I'm Sean Ramos-Firm. This is Today Explained. you know what's cool about the quip is that you can take the battery out because it's a regular battery.
Yes.
So if it ever went crazy and was possessed, instead of performing an exorcism in the sock drawer, you could just take the battery out and it would be quiet.
Yeah, that would have been a nice feature.
It didn't exist.
I haven't had to do it yet because my Quip has not gone crazy yet. Kara Swisher, you're here all week talking about your podcast in the Vox Media Podcast
Network, the Recode Decode Podcast.
I am.
I'm here in D.C. with you.
It's been around for a minute, but how should we introduce it to today?
Explain listeners who might not have heard it before.

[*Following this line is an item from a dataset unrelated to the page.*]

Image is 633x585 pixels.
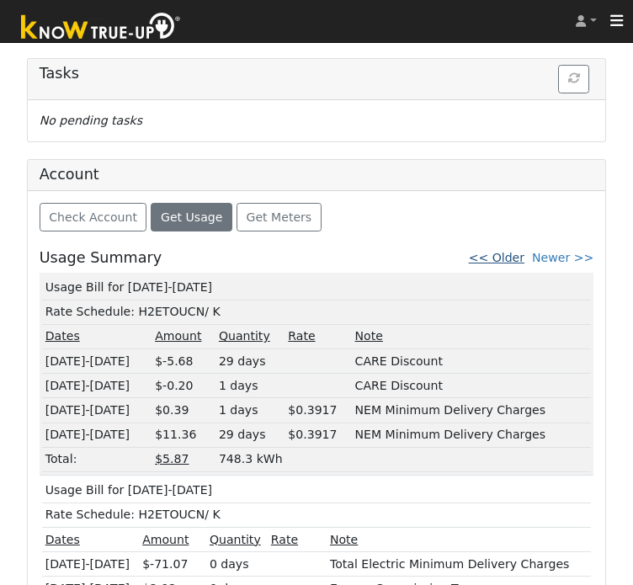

Well, we should say it's in-depth interviews with key players in tech, media and politics.
That's our little thing.
Beautiful.
And then we do actually interview key players in tech, media, and politics.
So who's a key player we should hear about?
So this week I talked to Amakan Delrahim.
He is at the Justice Department.
He's the Assistant Attorney General.
And he's the one who tried to block
the AT&T-Time Warner merger
and has lost and is appealing.
And he talked about that a lot,
more than he probably should have.
But there he did.
And he talked about sort of the attacks that he got
because people thought he was carrying water for President Trump, who hates CNN. He
talked about where antitrust was going. You know, he'll have a lot of say about where if, say,
Google bought something big or Facebook did and stuff like that. So he's a really interesting and
engaging lawyer for a lawyer. Wonderful. Okay. And people can find
Recode Decode wherever they find their podcasts? Yes, indeed.